Coinbase helped solve that problem.
The tradeoff is that Circle shares a meaningful portion of its economics with Coinbase. This means that growth in USDC supply does not translate one-for-one into growth in Circle’s profits.
As long as the partnership remains intact, both companies benefit.
If the relationship changes in the future, Circle’s profitability could be affected.
My Final View
At the time, I viewed Circle as one of the most important publicly traded companies in the stablecoin ecosystem.
The industry has real utility and meaningful long-term growth potential.
However, at a valuation of approximately $40 billion, the market was already assuming several favorable outcomes:
USDC expands to roughly $400–500 billion in circulation.
Interest rates remain relatively high.
Profit margins remain healthy.
Coinbase continues to support USDC.
Regulatory developments favor compliant stablecoins.
None of these assumptions are impossible.
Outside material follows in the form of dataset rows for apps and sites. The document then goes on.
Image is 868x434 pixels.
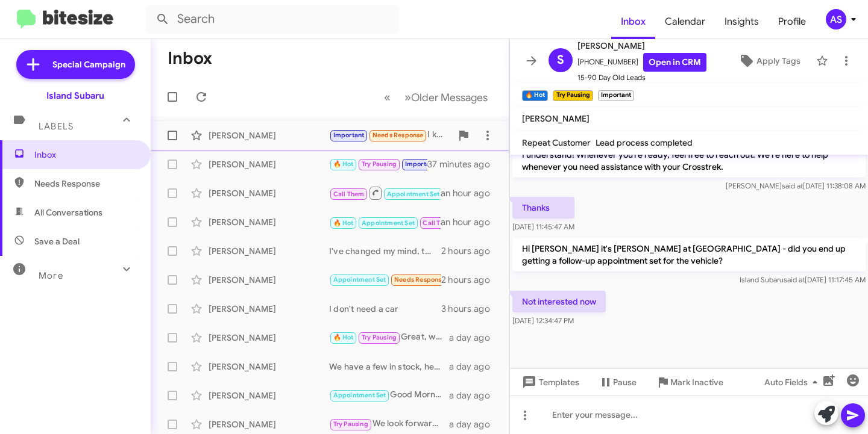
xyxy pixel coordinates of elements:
button: Apply Tags [728,50,810,72]
span: All Conversations [34,207,103,219]
span: [PERSON_NAME] [522,113,589,124]
span: Repeat Customer [522,138,591,148]
span: Apply Tags [756,50,800,72]
span: Save a Deal [34,236,80,248]
span: [PERSON_NAME] [577,38,706,53]
span: [PERSON_NAME] [DATE] 11:38:08 AM [725,181,865,191]
span: Call Them [334,191,364,198]
span: said at [782,181,803,191]
div: a day ago [449,331,499,343]
p: Hi [PERSON_NAME] it's [PERSON_NAME] at [GEOGRAPHIC_DATA] - did you end up getting a follow-up app... [512,238,865,272]
span: Important [405,160,436,168]
div: an hour ago [440,216,499,228]
div: Enjoy your vacation [PERSON_NAME]! We can be back in touch at a more convenient time. [329,214,440,229]
span: Appointment Set [362,220,415,227]
div: [PERSON_NAME] [209,361,329,372]
div: [PERSON_NAME] [209,245,329,257]
a: Calendar [655,4,715,39]
span: Call Them [422,220,454,227]
div: AS [825,9,846,30]
span: 🔥 Hot [334,333,354,342]
button: Next [397,85,495,109]
p: Not interested now [512,290,605,313]
span: 🔥 Hot [334,220,354,227]
span: Appointment Set [387,191,440,198]
div: I don't need a car [329,302,441,315]
a: Insights [715,4,768,39]
span: Island Subaru [DATE] 11:17:45 AM [740,275,865,284]
div: Good Morning [PERSON_NAME]! Thank you for letting me know. We are here for you whenever you're re... [329,389,449,402]
button: AS [815,9,854,30]
span: said at [783,275,805,284]
small: 🔥 Hot [522,91,548,101]
button: Pause [588,372,646,393]
span: Templates [519,372,579,393]
div: 3 hours ago [441,302,499,315]
div: a day ago [449,390,499,402]
small: Try Pausing [552,91,593,101]
h1: Inbox [168,49,212,68]
button: Auto Fields [754,372,831,393]
a: Special Campaign [16,50,135,79]
span: Labels [38,121,74,132]
div: [PERSON_NAME] [209,331,329,343]
div: Not interested now [329,157,428,171]
div: [PERSON_NAME] [209,158,329,170]
button: Templates [510,372,588,393]
span: Inbox [34,149,137,161]
a: Inbox [611,4,655,39]
span: » [404,90,411,105]
span: Lead process completed [595,138,693,148]
span: [DATE] 12:34:47 PM [512,316,574,326]
p: I understand! Whenever you’re ready, feel free to reach out. We're here to help whenever you need... [512,144,865,178]
div: Island Subaru [46,90,104,102]
div: [PERSON_NAME] [209,130,329,142]
nav: Page navigation example [377,85,495,109]
span: « [384,90,391,105]
span: Needs Response [394,276,446,284]
div: 2 hours ago [441,274,499,286]
a: Open in CRM [643,53,706,72]
input: Search [146,5,399,33]
span: Appointment Set [334,391,387,399]
div: I know the car has a lot of equity and will sell for over 30k. So either I have a deal walking in... [329,128,452,142]
div: I've changed my mind, thanks anyway [329,245,441,257]
span: Try Pausing [334,420,369,428]
span: 🔥 Hot [334,160,354,168]
span: Try Pausing [362,333,397,342]
span: 15-90 Day Old Leads [577,72,706,84]
div: [PERSON_NAME] [209,302,329,315]
div: [PERSON_NAME] [209,419,329,431]
div: No problem! [329,185,440,201]
span: Pause [613,372,636,393]
div: a day ago [449,419,499,431]
span: S [557,50,564,70]
div: a day ago [449,361,499,372]
button: Previous [376,85,398,109]
div: We have a few in stock, here is a link! [URL][DOMAIN_NAME] [329,361,449,372]
a: Profile [768,4,815,39]
span: Important [334,132,364,139]
span: Needs Response [34,178,137,190]
div: Great, we look forward to hearing from you! [329,331,449,344]
button: Mark Inactive [646,372,733,393]
div: 37 minutes ago [428,158,499,170]
span: Mark Inactive [670,372,723,393]
small: Important [598,91,634,101]
span: [DATE] 11:45:47 AM [512,222,575,232]
span: Older Messages [411,91,487,104]
div: [PERSON_NAME] [209,216,329,228]
div: I have an appt w Sebastian [DATE]. Thank you. [329,273,441,286]
span: Needs Response [373,132,423,139]
span: Special Campaign [52,58,126,70]
div: [PERSON_NAME] [209,274,329,286]
div: 2 hours ago [441,245,499,257]
span: Auto Fields [765,372,822,393]
p: Thanks [512,196,575,219]
div: [PERSON_NAME] [209,187,329,199]
span: More [38,270,63,281]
But they all need to work together.
For that reason, I did not view Circle as an obvious bargain at those levels.
My conclusion was that Circle represented a high-expectation asset rather than a deeply undervalued opportunity.
Going forward, I believed investors should focus on three key metrics:
Growth in USDC circulation.
Improvement in Circle’s profitability.
The stability of its relationship with Coinbase.
If all three continue moving in the right direction, the valuation may ultimately prove justified.
If not, future price declines would likely reflect expectations converging with reality rather than a deterioration of the underlying business.